Before Agent Ops: "Is my agent correct?"

With Agent Ops: "Is my agent improving toward my KPIs?"

Define measurable success:

  • Response time < 3 seconds (P95)
  • User satisfaction > 85% (feedback surveys)
  • Resolution rate > 70% (issues closed without escalation)
  • Escalation rate < 10% (complex issues passed to humans)

Then track, debug, and improve systematically.

Applying to Your Work

Even without production agents, you can practice Agent Ops thinking:

With Claude Code:

  • Notice when it succeeds vs fails
  • Identify patterns in failures (missing context? wrong reasoning? tool errors?)
  • Give specific feedback that helps it improve
  • Track which prompts work well (your personal golden dataset)

This is the same mental model.

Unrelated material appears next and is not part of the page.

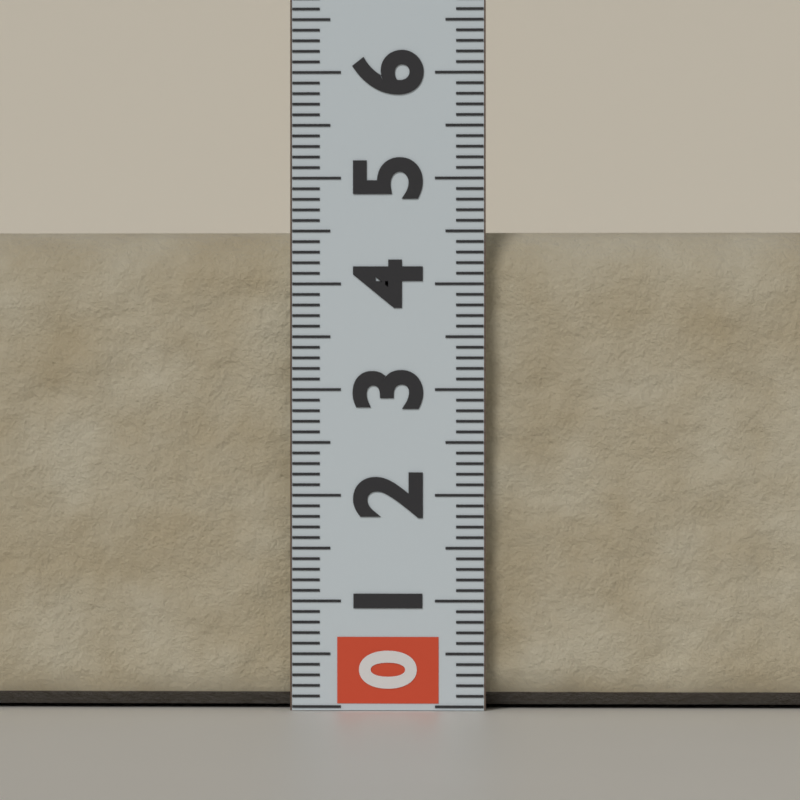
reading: 4.5 (no unit)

You're doing informal Agent Ops every time you work with Claude Code.

Example: Claude Code fails to fix a bug. Instead of just trying again, analyze:

  • Did it understand the goal? (Check its reasoning)
  • Did it have enough context? (Did it read the right files?)
  • Did it execute correctly? (Check tool outputs)
  • Did it verify success? (Did it run tests?)

This analysis improves your next prompt—and your mental model of how agents work.

Try With AI

Use Claude, ChatGPT, or Gemini to design Agent Ops.

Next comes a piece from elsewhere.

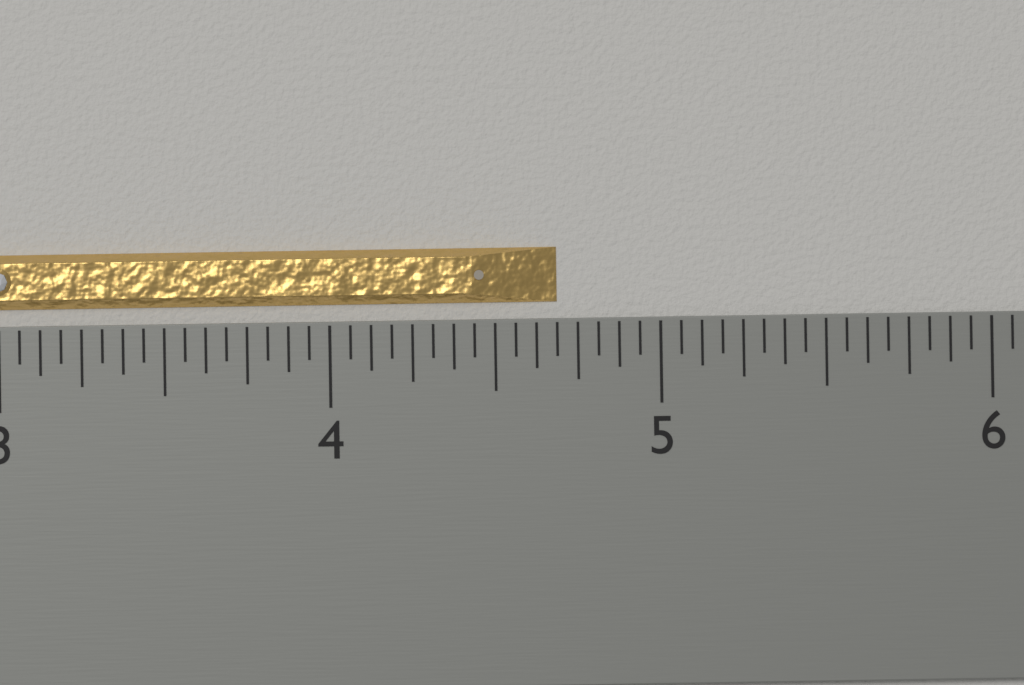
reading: 4.6875 inch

"I want to evaluate a document search agent. It takes a query and returns top 3 relevant documents. What KPIs should I measure? Give me specific, measurable metrics."

Expected: Relevance of results (% queries with relevant top result), response time (P50, P95), query understanding accuracy (evaluated by judge), user satisfaction (feedback scores).

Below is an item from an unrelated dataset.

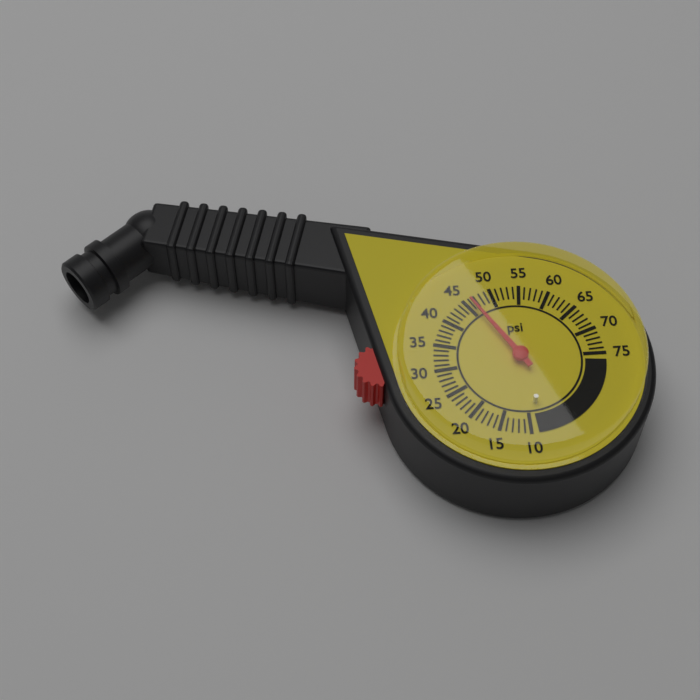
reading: 46 psi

"Create an LM-as-Judge rubric for 'document relevance' with 4 scoring levels (10/7/4/0). What distinguishes each level?"

Expected: Clear criteria. 10 = "All 3 documents directly relevant to query." 7 = "2 of 3 relevant." 4 = "1 of 3 relevant." 0 = "No relevant documents returned."

"A customer support agent gave a generic shipping policy instead of the user's specific order status. The trace shows it called lookup_order() but the tool returned an error. How would you diagnose and fix this?"

Expected: Tool failure caused fallback to generic response. Fix: Better error handling, retry logic, or escalation when tools fail. Add test case for tool failures.

"My agent's satisfaction scores dropped 15% after last week's update. How do I use traces and feedback to diagnose what changed?"

Expected: Compare traces before/after update. Look for new failure patterns. Cluster negative feedback to find common issues. Check if specific scenarios degraded.

Key insight: The teams building reliable agents aren't using better models—they have better operational discipline. Measure, trace, debug, improve, repeat.